You would never know that Heaven Shall Burn were second from the top of the bill in a 2300-capacity venue; this is arena-headliner quality metalcore in any other parallel universe. Stamping out the evening in style with the always popular riff rave “Black Tears,” it’s clear to anyone with eyes and ears that we have witnessed greatness from one of the most criminally under-valued but always outstanding bands in metal.

And now we arrive at the reason we are all here this evening, to pay homage and give our respect to English heavy metal mainstays, Sylosis. Out of the droves and droves of early 2000s metal bands that we were sold as “The Future Of British Metal,” it feels like we are at a point in time now, where the cream of the crop have all risen to the top and are all getting the respect they deserve. Although Sylosis have now spent a very long time paying their dues, clawing their way through the ranks and honing their craft, one of the biggest differences between them and everyone else of that era is how very little their sound has actually changed since the release of their debut album Conclusion Of An Age in 2008.

The one constant of Sylosis has been frontman, guitarist and general musical mastermind Josh Middleton, whose concept for what he wanted Sylosis to be way back in 2008, has come to be proven somewhat visionary given its remaining roots and foundation for them and a recurring prototype for many others. Since 2008, they have delivered six more slices of melodic, death-infused metalcore to their legacy. It’s the latest of which The New Flesh (released the same day as this show) that puts Sylosis at the helm of this ship today, and deservedly so. Bursting out the gates with a new track shows all the confidence in the world, and “Erased” is that damn good of a song that it feels like the perfect tone-setter. Encompassing everything that makes Sylosis so special, from the huge infectious riffs, the blending of devastating and warm melodic vocals, the absolute thunder and surgical procession of the drumming and the thing that they do better than 99% of other bands… Hooks.

Sylosis are the golden standard of metal hooks; songs like “Poison For The Lost,” “Deadwood,” and “All Glory No Valor” should be put in their own wing of a museum titled “How To Deliver A Metal Hook Exhibit” for preservation for generations to come.
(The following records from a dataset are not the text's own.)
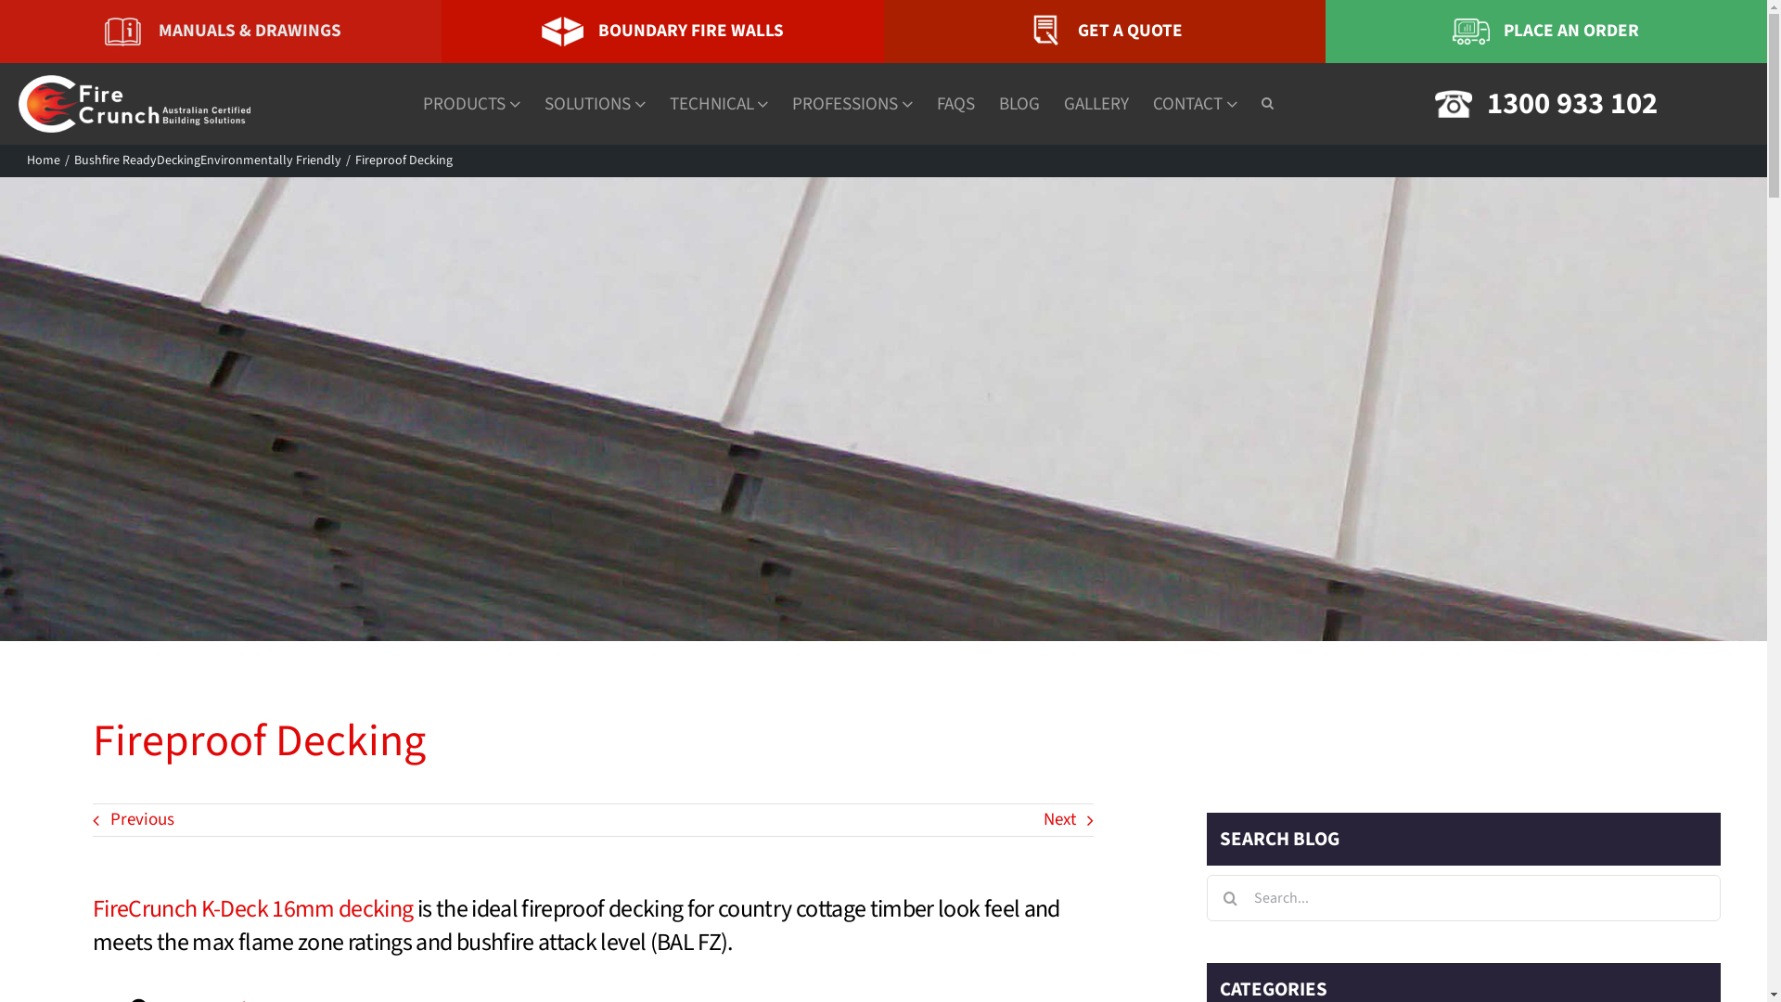 The image size is (1781, 1002). What do you see at coordinates (851, 104) in the screenshot?
I see `PROFESSIONS` at bounding box center [851, 104]. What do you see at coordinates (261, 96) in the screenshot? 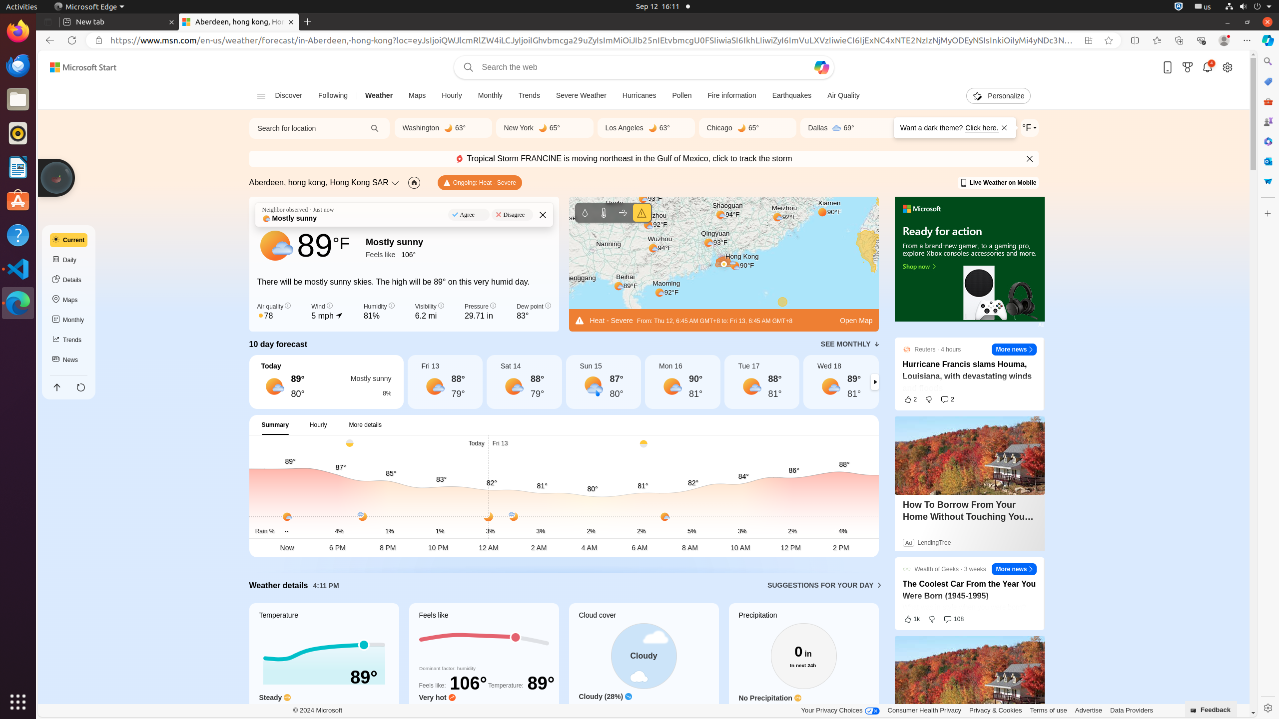
I see `Open navigation menu` at bounding box center [261, 96].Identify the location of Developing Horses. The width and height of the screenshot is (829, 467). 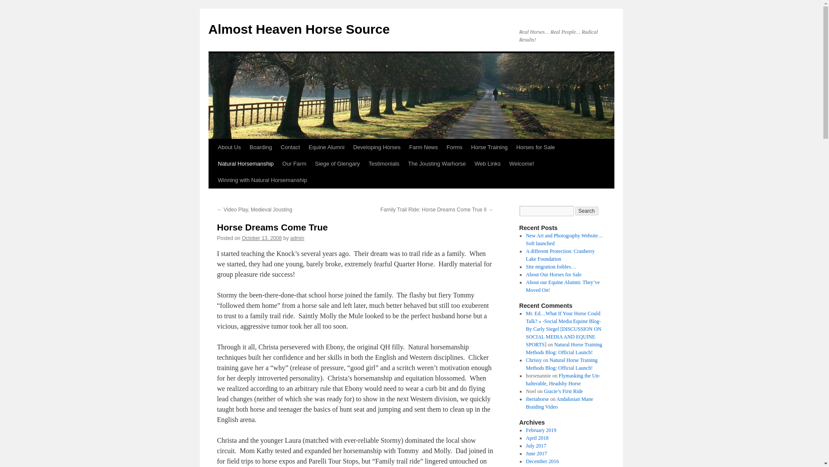
(377, 147).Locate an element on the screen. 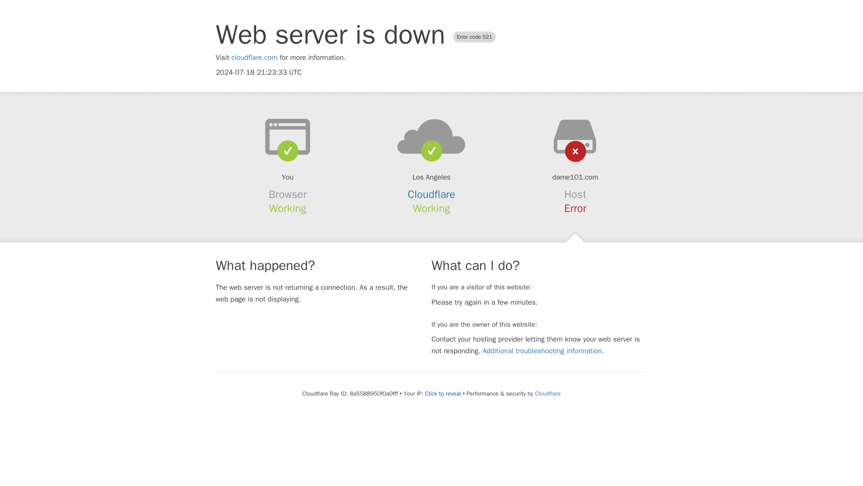 This screenshot has width=863, height=486. Cloudflare is located at coordinates (548, 393).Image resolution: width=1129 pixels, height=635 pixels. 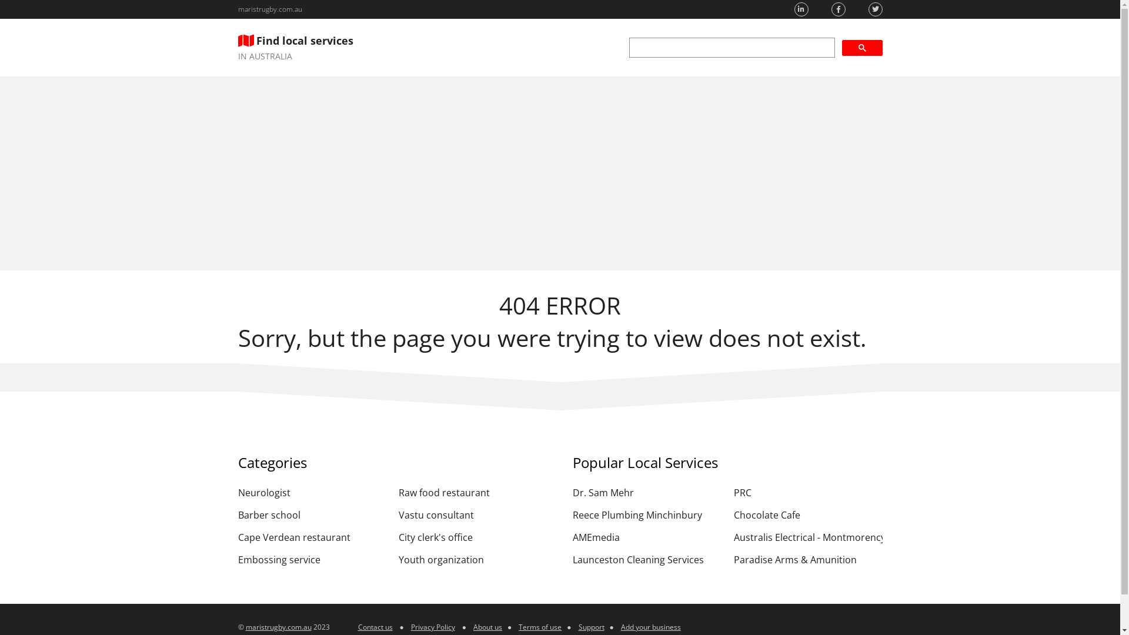 What do you see at coordinates (808, 538) in the screenshot?
I see `Australis Electrical - Montmorency` at bounding box center [808, 538].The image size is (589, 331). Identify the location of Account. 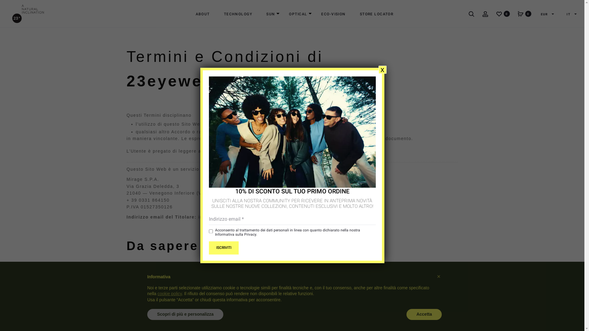
(485, 13).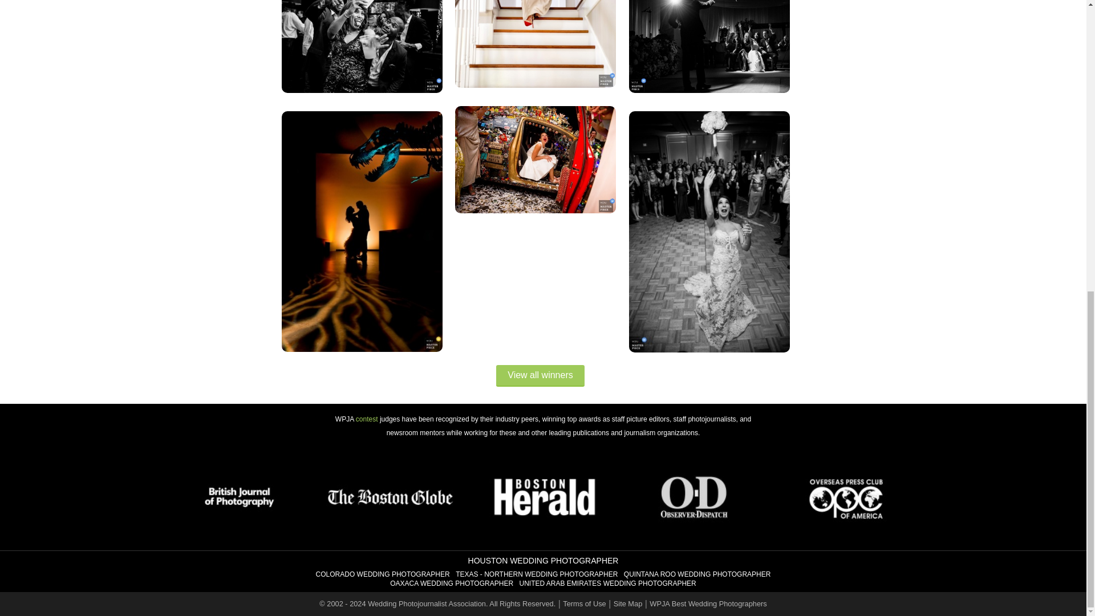  Describe the element at coordinates (535, 159) in the screenshot. I see `Houston wedding image of bride in an Art Car in Texas` at that location.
This setlist takes us back through a gauntlet of well-written, perfectly executed metal heft and fury. Tracks such as “Where The Sky Ends” and “I Sever” are devastatingly heavy but feature huge melodic, symphonic breakdowns that sound enormous in this setting.

They turn the crowd inside out, and the sing-alongs sound like hymn sheets have been handed out; these guys are clearly beloved and rightly so. Rounding out what has been a spectacular afternoon and evening, they bring it home with the title track from the new record “The New Flesh” and give the headbangers (of which everyone is at this point) one last chance to do irreparable damage to their necks and ingrain one last core memory of how fantastic this band really are.

I will end this with two pleas. Firstly, if you haven’t done so already, go and work your way through the back catalogues of Heaven Shall Burn and Sylosis whilst they are still fully active and touring. You are living in a time when greatness exists; don’t miss out on being part of it and having it be part of your musical journey. My second plea is for people to support and lift up homegrown talent. Sylosis have EVERYTHING needed for a big spot at Bloodstock Festival, I would go as far as to say they deserve and make more sense for a headline spot than a certain other band on this year’s lineup. But they only get these opportunities if we get behind them, and out of all the current UK bands of their class, they deserve the next big opportunity, and tonight goes a long way to proving this.